Arroyo still butt of Aquino jokes in Laos

Former President Gloria Macapagal-Arroyo

VIENTIANE, Laos—President Benigno Aquino III isn’t easing up attacks on former President Gloria Macapagal-Arroyo in his meetings with overseas Filipinos.

As in Auckland, New Zealand, Mr. Aquino made several references to Arroyo, now a Pampanga representative under hospital arrest for plunder.

This time, Mr. Aquino joked that he had heard other people say the previous administration seemed to have used a different kind of calculator when estimating costs of public works and rice imports, and seemed to have had a faulty addition and subtraction button.

He made the quip as he lauded the P260 million purportedly saved when his administration constructed the newly opened Araneta-Quezon Avenue underpass in Quezon City. The previous administration had estimated the project to cost P694 million, he noted.

“As other people say, maybe they used a different kind of calculator and the addition button is automatic and frequently pushed,” he said.

He also said the calculator seemed to have had a subtraction problem since the previous administration imported 2.5 million metric tons of rice for a 1.3 million shortage. The excess rice is now rotting in warehouses, he added.

He also recycled his “bulalo” joke about corruption, which he first mentioned in his speech in New Zealand late last month.

He said that the previous administration had made the public works department a milking cow that it was as if they were trying to suck the marrow out of it.

Recently, ousted Chief Justice Renato Corona was not spared either, with Mr. Aquino hitting the former top magistrate for his excuses about failing to officially declare 98 percent of his wealth, walking out of his trial and feeling that he was exempted from the law because he headed the judiciary.

But the President steered clear of jokes about the health of the former President, who is presently detained for plunder at Veterans Memorial Medical Center because of her illnesses.

Arroyo’s allies have hit Mr. Aquino for joking about Arroyo’s use of a wheelchair, saying it was ungentlemanly and that the former President’s ill health was no laughing matter.

Critics said it was a “sick joke” and was “unpresidential.”

Mr. Aquino told close to 300 Filipinos who met him in Vientiane that the Philippines was now making strides, a task that he felt was “mission impossible” when he first assumed the presidency because of problems he inherited from the previous administration.

“Who would have known that I would have a solution?” he said.

“They were so thick-faced and so lacking in conscience that we can only say, ‘hay naku (oh well)’ to their anomalies left and right,” he said.

As an example, the President said billions were set aside to buy prefabricated bridges from foreign companies but the Arroyo administration did not know where to put these. The headache was passed on to his administration, he said.

The last contract was signed on June 28, 2010, two days before the Arroyo administration ended. “One day before they left, they really milked it,” he said.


#### About this task
Since the records include pictures, leave those out while you reproduce exactly and only the lines from the one containing "focus the camera" through the one containing "Image dimensions: 1024×768. Find tree.", inclusive.

#### Input data
-------

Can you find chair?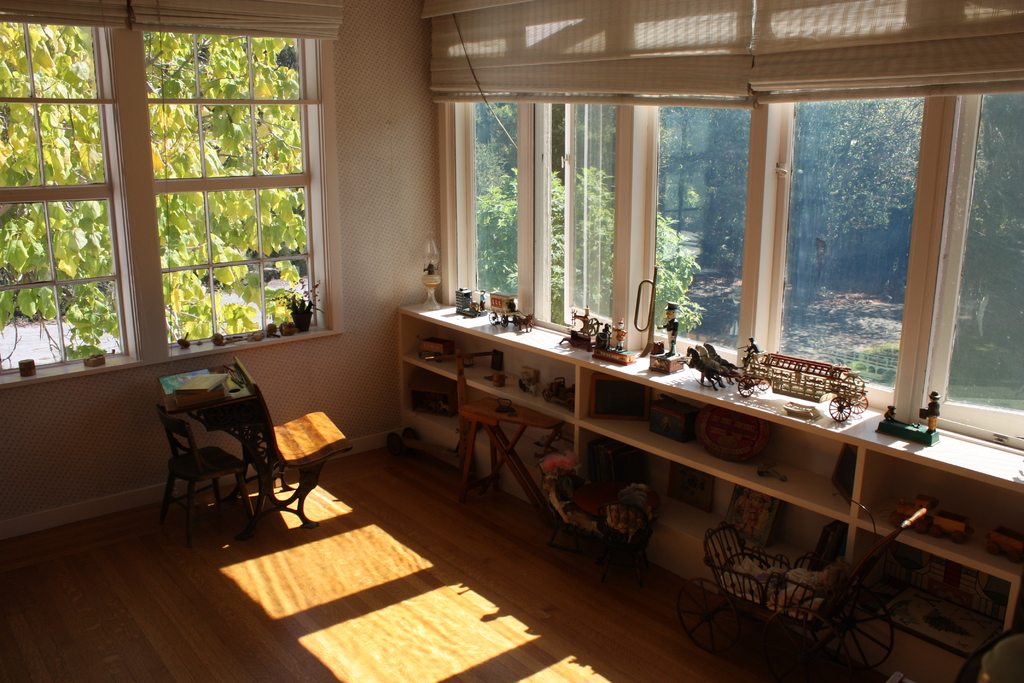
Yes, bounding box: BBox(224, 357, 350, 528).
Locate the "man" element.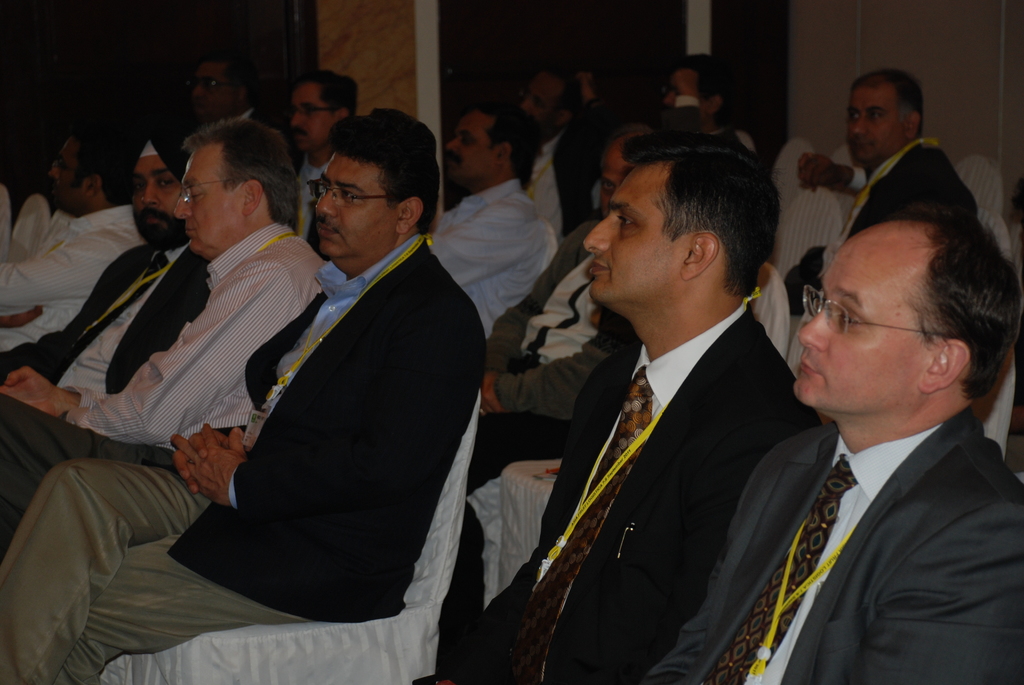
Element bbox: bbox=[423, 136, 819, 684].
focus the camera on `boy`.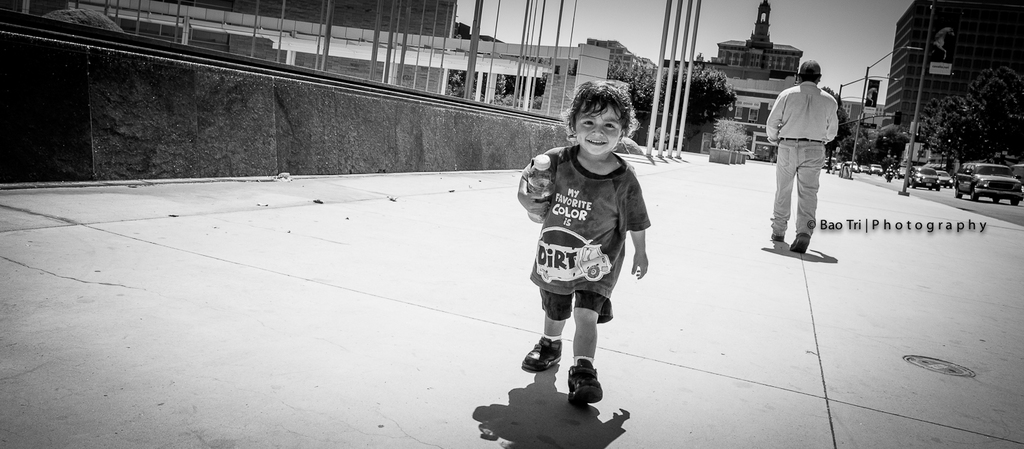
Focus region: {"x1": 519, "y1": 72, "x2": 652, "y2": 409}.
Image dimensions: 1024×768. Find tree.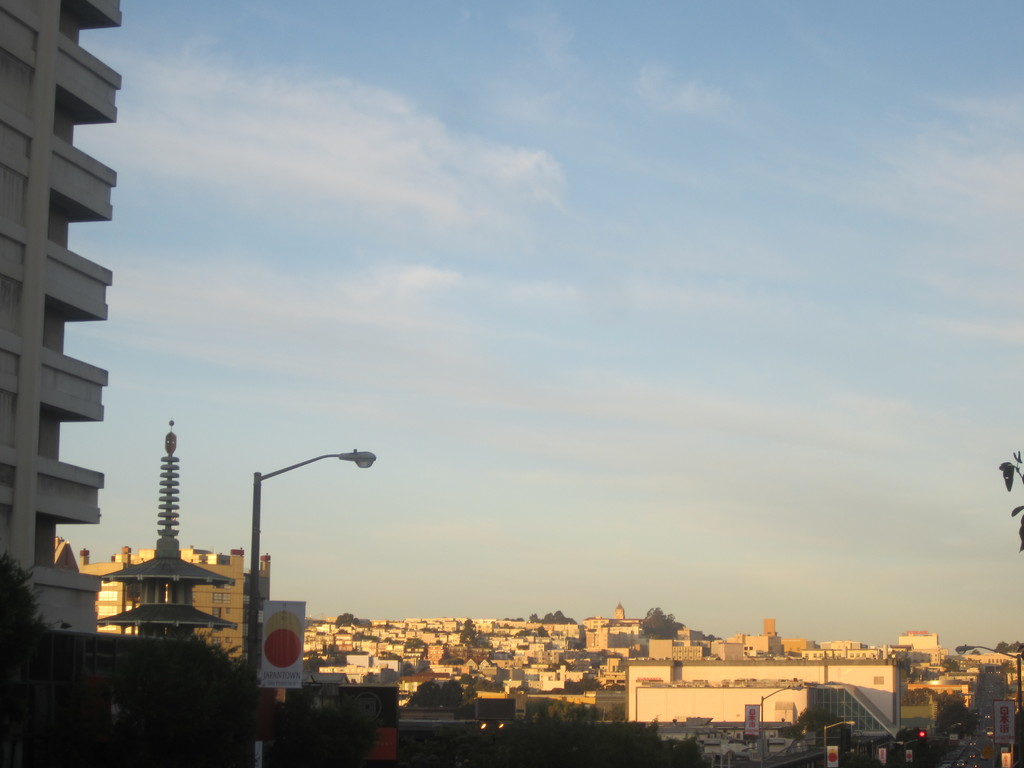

-------

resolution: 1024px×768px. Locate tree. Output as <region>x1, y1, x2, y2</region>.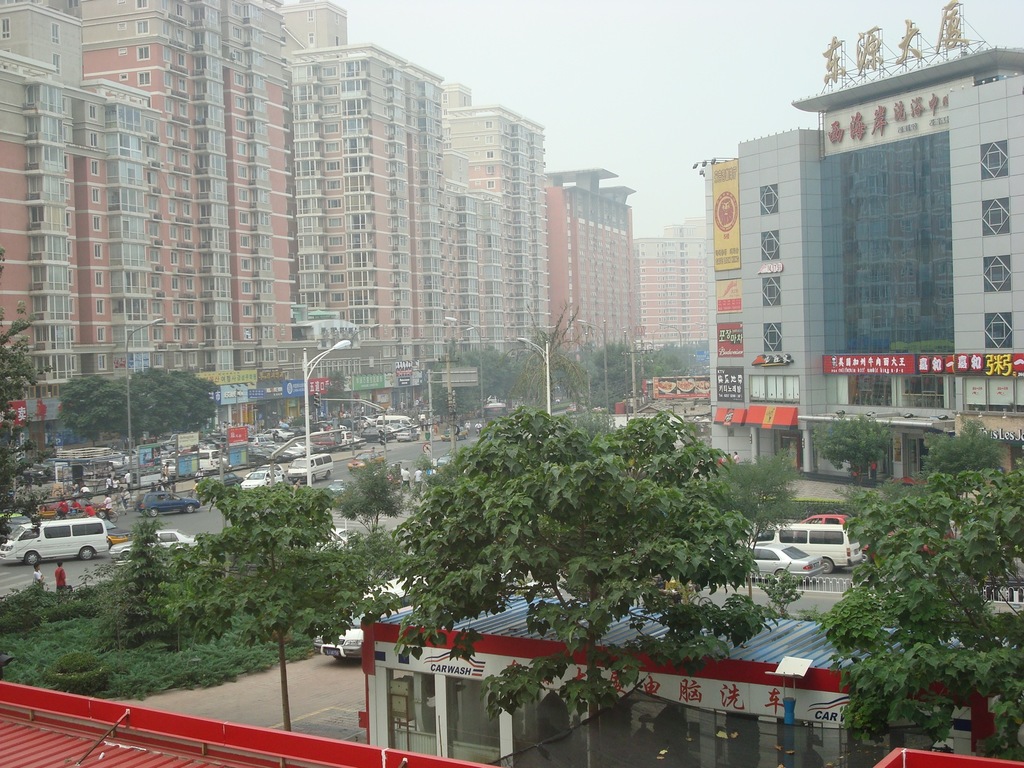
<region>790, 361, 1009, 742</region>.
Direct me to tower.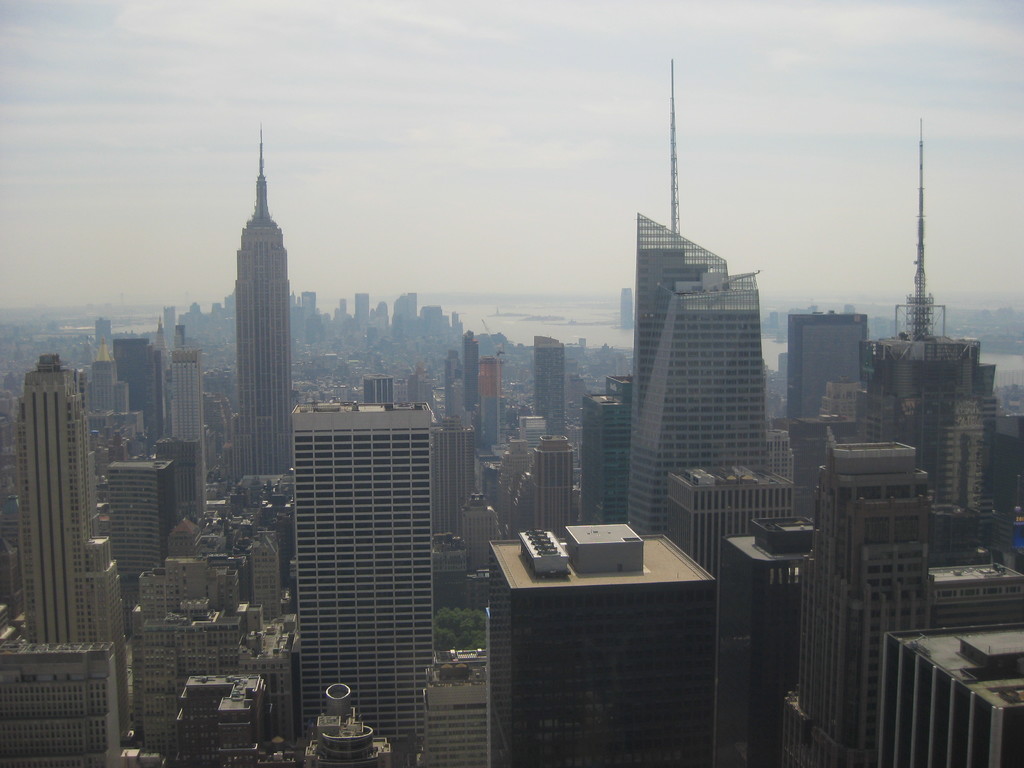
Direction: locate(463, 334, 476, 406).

-------

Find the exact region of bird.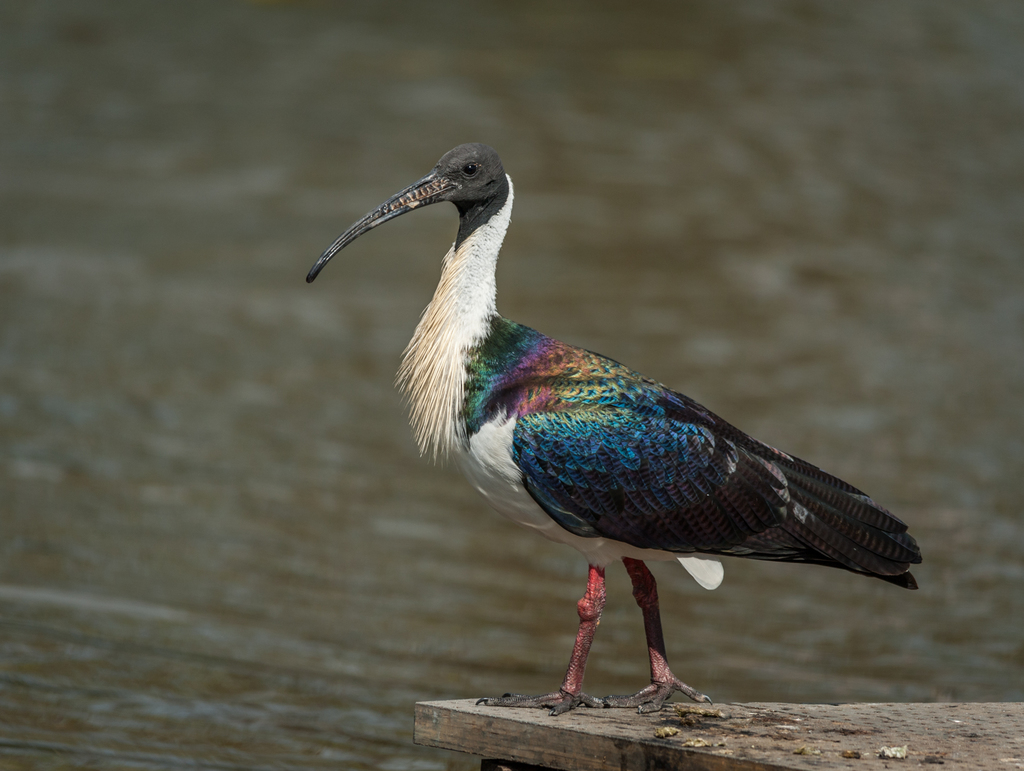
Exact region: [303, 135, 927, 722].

-------

#### Exercise output
focus the camera on `boy`.
Focus region: {"x1": 519, "y1": 72, "x2": 652, "y2": 409}.
Image dimensions: 1024×768. Find tree.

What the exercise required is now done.